Saturday, March 21, 2026

The Assassination of Ali Larijani — How Israel's Mossad Took Out Iran's Last Leader.




He was walking openly through the streets of Tyrron. No disguise, no armored convoy, no underground bunker, just a man in a suit marching with the crowds, surrounded by government loyalists, chanting slogans against Israel and the United States. It was March 13th, 2026, Iran's annual goods day rally. And somewhere above him, invisible, silent, and already transmitting his exact coordinates back to an Israeli intelligence operation center, a surveillance asset, had locked on.


Ali Larajani, the man who had become the Islamic Republic's most powerful figure even before Supreme Leader Kamani was killed. The man running what remained of Iran's entire security and strategic apparatus, the deacto leader of a regime at war. walking in the open on camera, filmed by his own government's media, and unknowingly handing Israel everything it needed.

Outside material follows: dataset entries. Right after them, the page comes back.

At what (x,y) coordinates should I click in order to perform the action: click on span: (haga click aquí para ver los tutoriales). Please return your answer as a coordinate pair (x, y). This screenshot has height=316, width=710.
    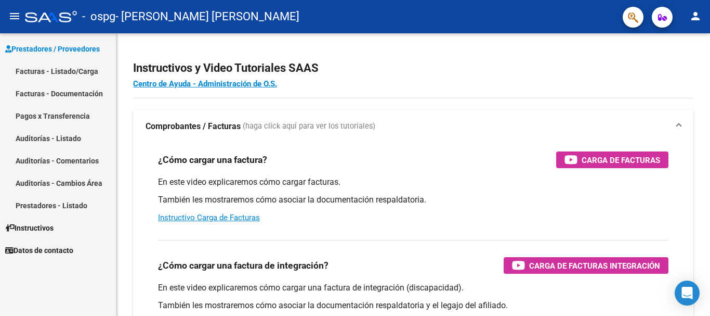
    Looking at the image, I should click on (309, 126).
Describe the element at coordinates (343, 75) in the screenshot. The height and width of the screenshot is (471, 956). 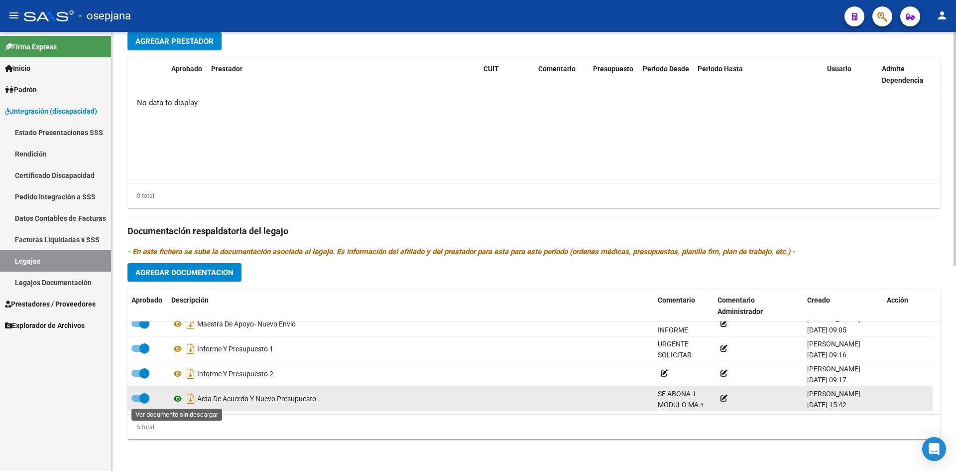
I see `datatable-header-cell: Prestador` at that location.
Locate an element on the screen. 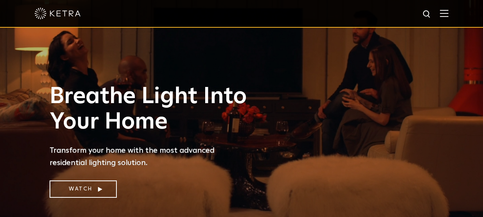 This screenshot has height=217, width=483. h1: Breathe Light Into Your Home is located at coordinates (152, 109).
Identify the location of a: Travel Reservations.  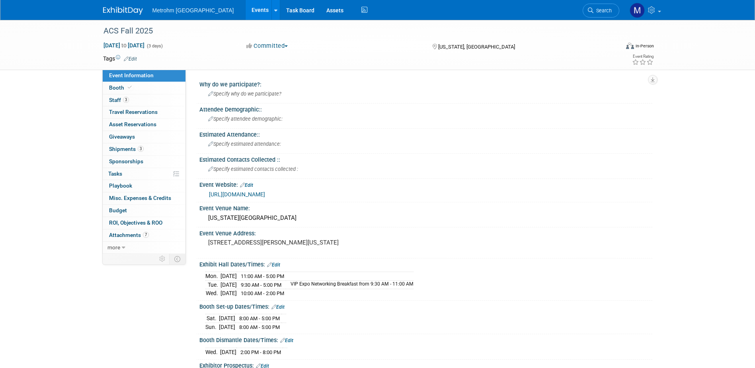
(144, 112).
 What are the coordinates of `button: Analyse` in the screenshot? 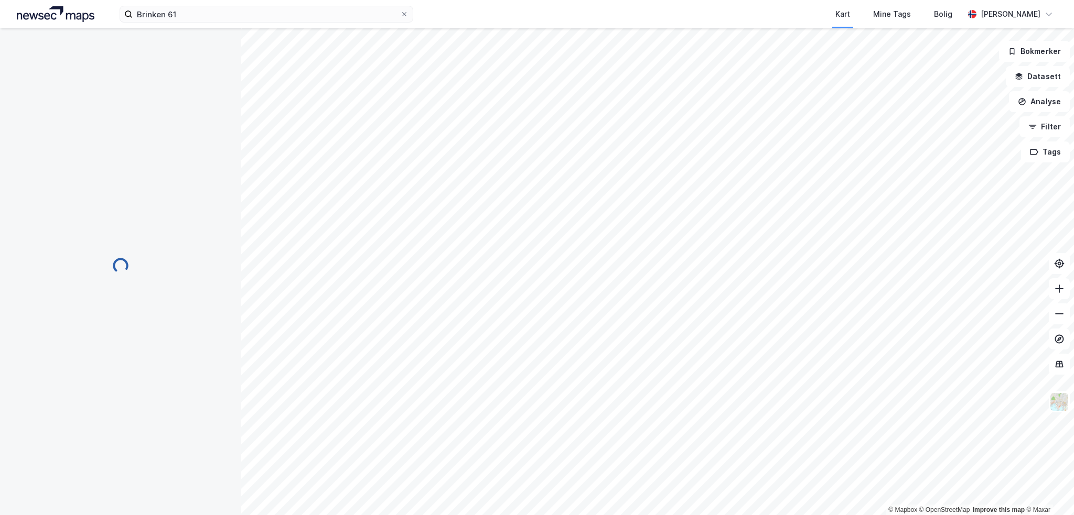 It's located at (1039, 102).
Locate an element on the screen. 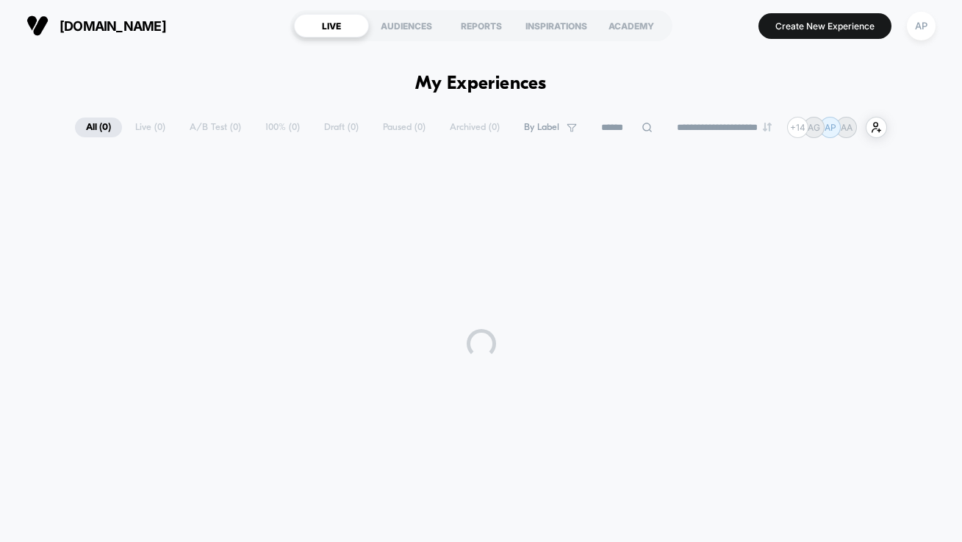 The height and width of the screenshot is (542, 962). div: INSPIRATIONS is located at coordinates (556, 26).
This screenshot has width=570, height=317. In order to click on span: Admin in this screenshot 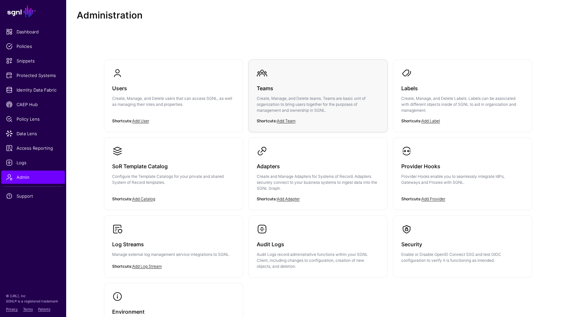, I will do `click(33, 177)`.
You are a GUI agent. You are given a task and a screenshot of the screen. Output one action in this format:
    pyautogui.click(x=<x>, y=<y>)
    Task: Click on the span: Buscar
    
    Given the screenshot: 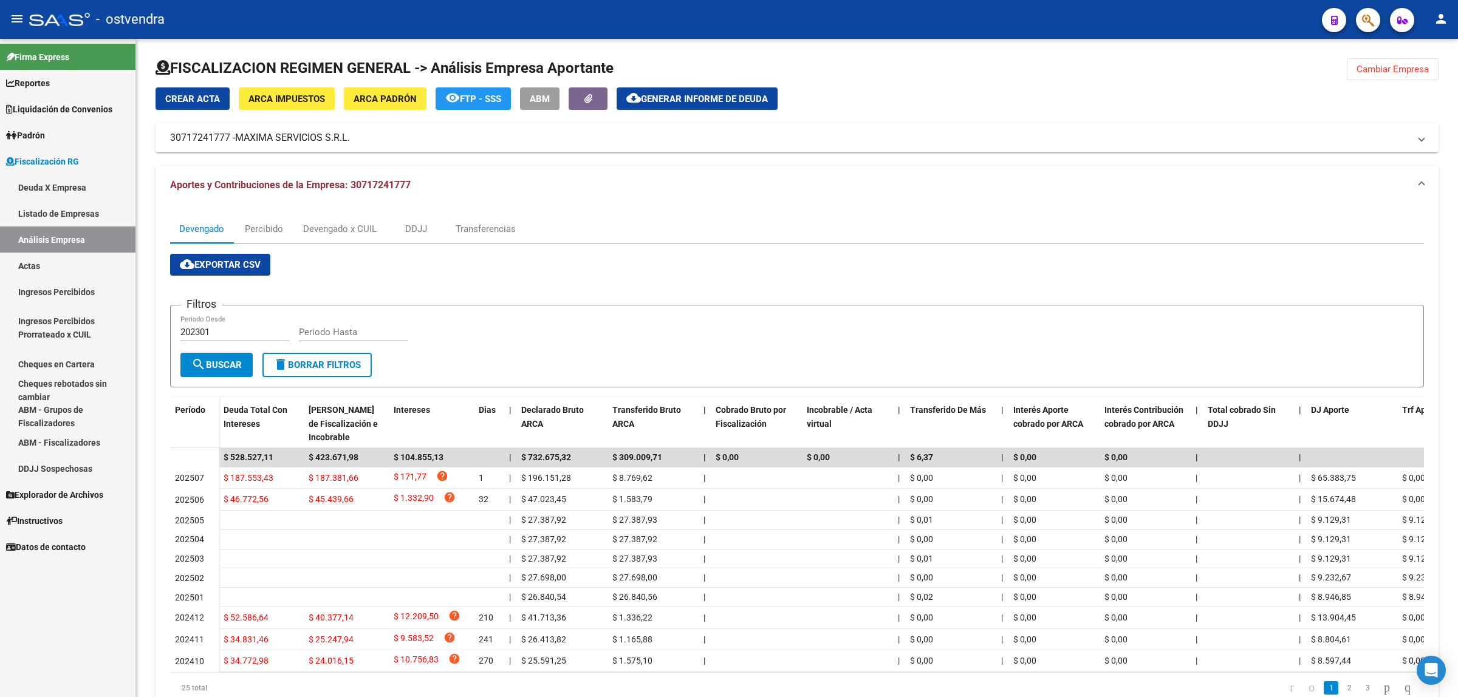 What is the action you would take?
    pyautogui.click(x=216, y=365)
    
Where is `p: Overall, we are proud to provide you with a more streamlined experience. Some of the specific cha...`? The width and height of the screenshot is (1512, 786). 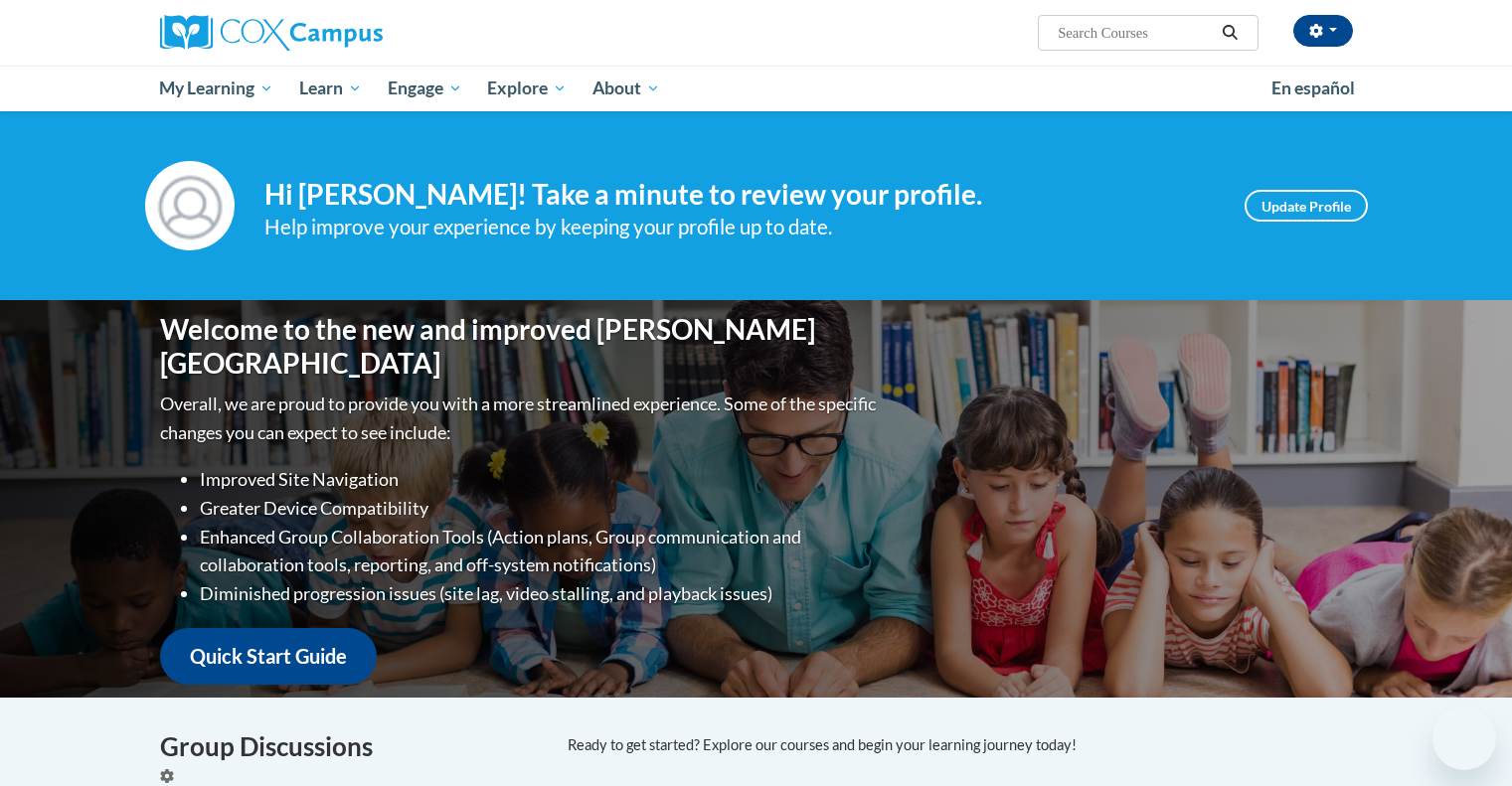
p: Overall, we are proud to provide you with a more streamlined experience. Some of the specific cha... is located at coordinates (520, 419).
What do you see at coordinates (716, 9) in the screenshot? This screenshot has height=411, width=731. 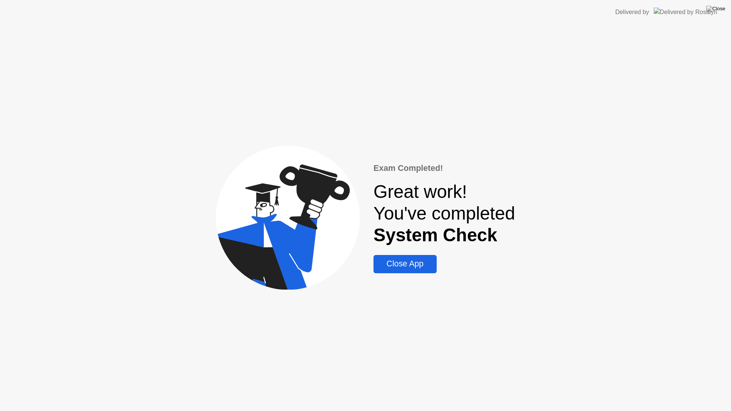 I see `img: Close` at bounding box center [716, 9].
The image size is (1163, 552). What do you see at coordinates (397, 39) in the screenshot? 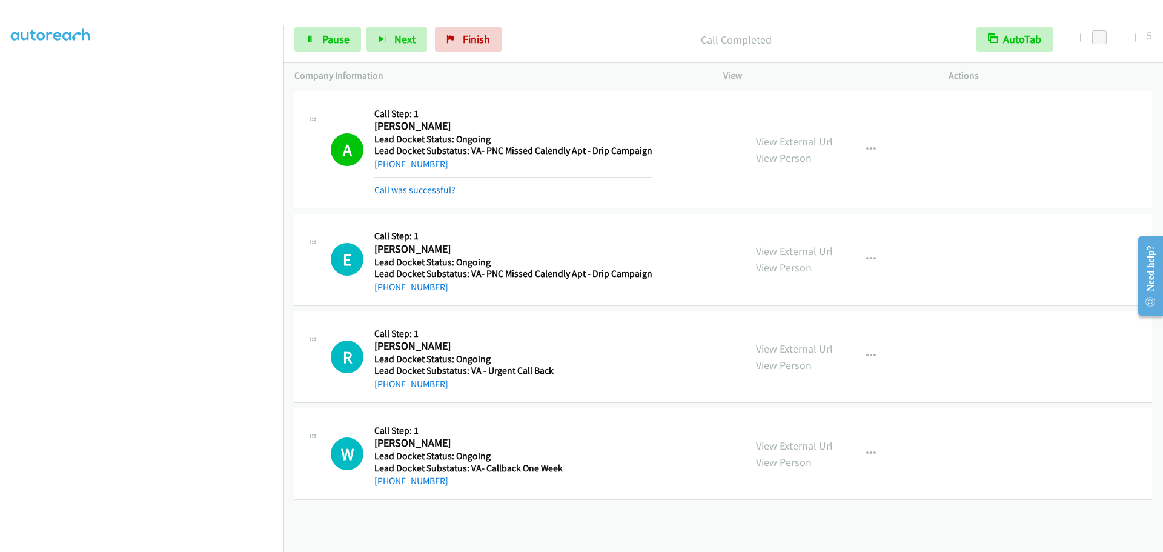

3 days later, he was dead. What went wrong? What did Israeli intelligence know? And how did the most devastating targeted killing operation since Operation Epic Fury began end the deacto leadership of the Islamic Republic in a single night? 


 We cover the operations the world is still trying to understand. To grasp why Larajani's death sent shock waves far beyond the immediate military context, why Israel's defense minister said publicly that he had joined Kamani in the depths of hell. You have to start further back. Not with the air strike, not with the targeting operation, with the man himself, with what he had built, what he represented, and why the Islamic Republic had no obvious replacement for him the moment he was gone.


 Ali Ardashir Larajani entered the world on June 3rd, 1958 in Njaf, the Iraqi city that served for centuries as one of the most sacred sites in Shia Islam, home to the shrine of Imam Ali. His father was Grand Ayatollah Mesa Hashem Amolei, a religious authority of the highest rank in the Shia hierarchy. That combination of clerical prestige and political gravity would shape every turn of Laurani's career in the decades ahead and give the Lajani name a weight inside the Islamic Republic that few families could match.


His brothers Sade and Muhammad Javad occupied senior positions at the apex of Iran's judicial and diplomatic establishment for years, extending the family's reach into every corner of the system. and Ali was the most powerful of them all. His academic background was unusual for the world he entered. He earned a degree in computer science from Sharif University of Technology, Iran's most prestigious technical institution before completing graduate and doctoral studies in philosophy at the University of Tan. That combination gave him


something rare in a political class dominated by clerics and military men. intellectual credibility that translated across rooms. He could speak the language of strategic theory with the same precision he applied to everything else. After the revolution of 1979, he joined the Islamic Revolutionary Guard Corps in its formative years and served during the Iran Iraq war.


 8 years of catastrophic conflict that forged an entire generation of Iranian officials in shared ideology and shared sacrifice. The war gave him IRGC connections he would rely on for the rest of his career and the one credential the revolutionary system valued above almost everything else.


 He had been there when it cost something. His institutional rise came through media before it came through the security sector. From 1994 to 2004, he ran the Islamic Republic of Iran broadcasting, a decade at the helm of the state's entire information infrastructure, building networks, managing narratives, and mastering the machinery of political messaging inside the Islamic Republic.


 Then in 2005, President Ahmed Jad appointed him secretary of the Supreme National Security Council, the body at the center of every consequential decision Iran makes about war, nuclear weapons, and foreign adversaries. He served in that role until 2007, accumulating institutional knowledge about Iran's most sensitive decision-making processes that no subsequent position would erase.